Which isn't good enough,
my brain whispered.
    “No doubt she does, but that’s not helping me, and it’s not helping you, either. If we got together, we could help each other, and help your dear mamma, and even help darling Hotspur, too.”
    I rolled back over and stared up at Val’s looming head. The coldfire burned purple in his eyes, like sparks of light deep in a black well. His lips were a faint shade of lavender, like very pale blueberries. He cocked his head and grinned at me, very sweet.
    “What do you mean, help Mamma and Poppy?” I asked.

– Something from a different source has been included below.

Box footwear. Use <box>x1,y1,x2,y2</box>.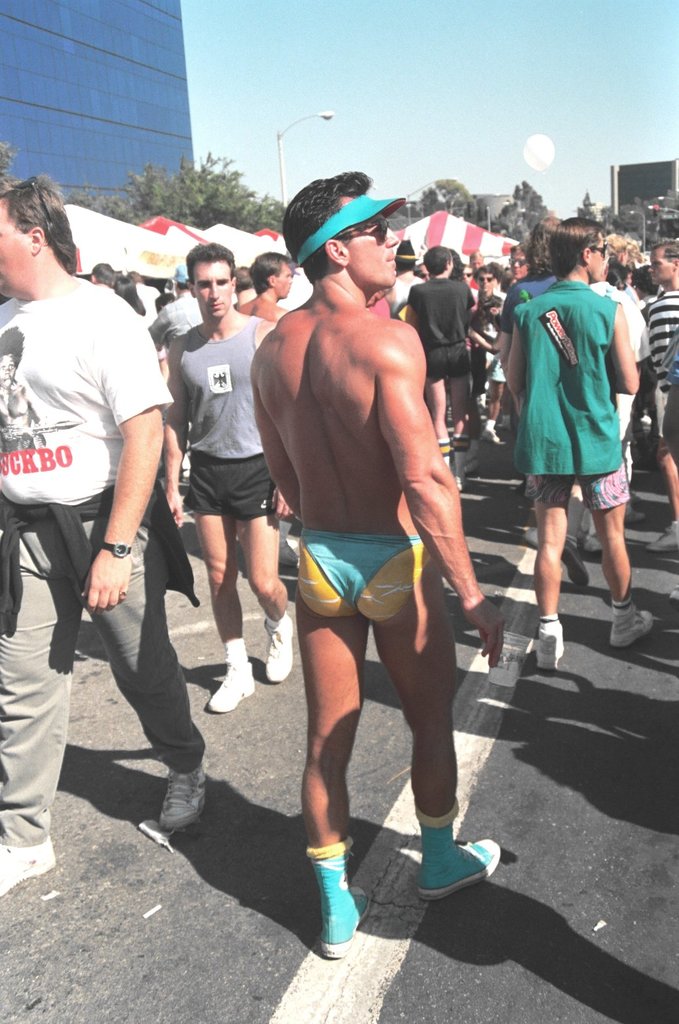
<box>562,540,592,589</box>.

    “You know,” he said, “I remember the night the First Flora was born. It was strange weather. First came huge rain, then loud thunder, then an earthquake. An omen, don’t you think? The First Flora was a stubborn little thing, and she was not going to come out. Such screaming and shouting and rushing to and fro, and, ah, the blood—I was never so strong, I think, as I was that night. Your mamma almost died. And you know why she didn’t?”
    I shook my head. Mamma never speaks of the First Flora.
    Val looked smug. “Your father wasn’t there, or I suppose he would have tried to help her, being a great one with the knife, Hotspur, always hoping to find something or someone to carve up. Your mamma was spewing blood and her eyes were growing dark. A doctor could not have helped her. But for me, for Valefor, what is a truculent baby and a dying mother? I just reached right in with one slender hand and I took a hold of that bad little girl’s feet and she popped like a cork out of a bottle. Flora knew she’d met her match in me and there was no more insolence from her, I tell you.”
    “You are so full of hoo,” I said. “Anyway, so what?”